Nearly but it's actually worse than that

David Vance on A Tangled Web picks up on something that is in today's Express newspaper:
' Britain’s culture of benefits dependency is exposed today as new figures show 1.6 million “workers” never had a job.

Relying on the rest working hard to pay their way, it is now clear that generations have embraced a life of idleness funded by the taxpayer.

The findings will appal the millions of families who are seeing their wages plundered by the Government to meet the country’s £200billion annual welfare bill. And they reveal an urgent need for reform if Britain is to claw its way out of recession and wean people off state-funded handouts.

Analysis by the Department of Work and Pensions shows that more than 700,000 young people between 16 and 24 have not held a job, while more than 800,000 adults from 25 to 64 survive on benefits.

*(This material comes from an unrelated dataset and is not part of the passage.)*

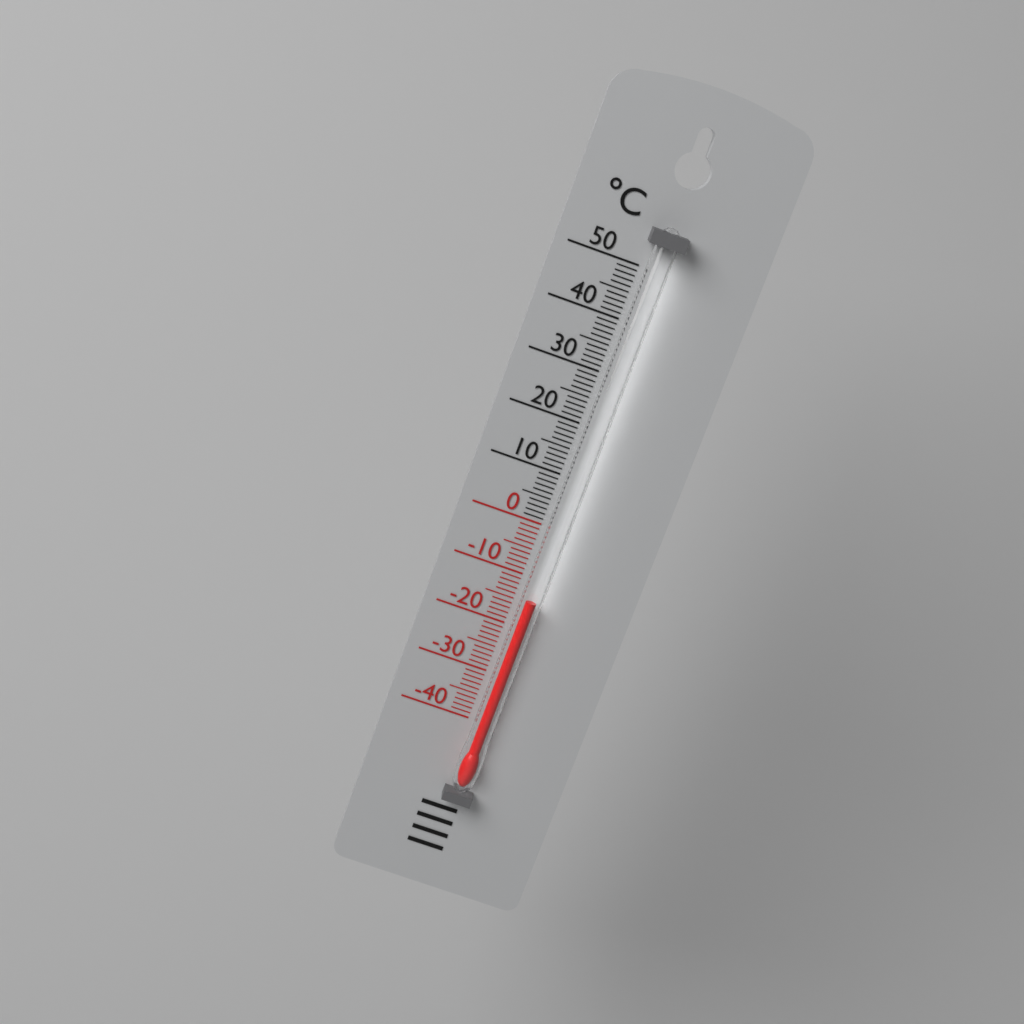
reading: -14 °C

The 2010 data shows an increase of 300,000 non-workers on the 2009 total when 1.3 million people were recorded as never having had a job.'
David Vance writes:
'So, we have 1.6 million who don’t/won’t work meanwhile we have over a million coming into the UK to do the jobs that allegedly Brits won’t do? It all sounds rather odd. The facts are simple. Labour created a dependency culture, many embraced it, the cost is massive and it has to come to a shuddering halt. If people will not work, the State does not owe them a living. Under Labour, the UK became the sick man of Europe, again.'
He's right, but it is worse than that, Labour have created a 'client state' of people dependant on state benefits, those who enjoy the fruits of immigration and those paid by the state to manage the whole system. This 'client state' votes Labour and is what kept the Conservatives from forming a government by themselves. Until this issue is tackled this will be a one term Conservative lead government, however dire a Labour leader Ed Miliband is.

3 comments:

Demetrius said...

One frightening thing about so many of the young is that they do not know how to work or what the disciplines and needs of work are. Add to that gaps in their basic capabilities, lack of language structure, vocabulary and ability to explain clearly as well as innumeracy there is a problem that is not going to go away.

Anonymous said...

I have written before that the last election was one of the most vital in our history. Had Labour won, they would have continued their work of creating a dependent clientele of such size that they would have become impossible to remove for the foreseeable future.
As it is, they were only just forced out, and with a weak coalition they may return soon. And then that's the end of the game.

Ed P said...

Nu-Lie-bour were a self-serving band of rascals, so a c-lie-nt state fits their aims very well. Lies are, as I have highlighted in a desperate attempt at a joke, their core values.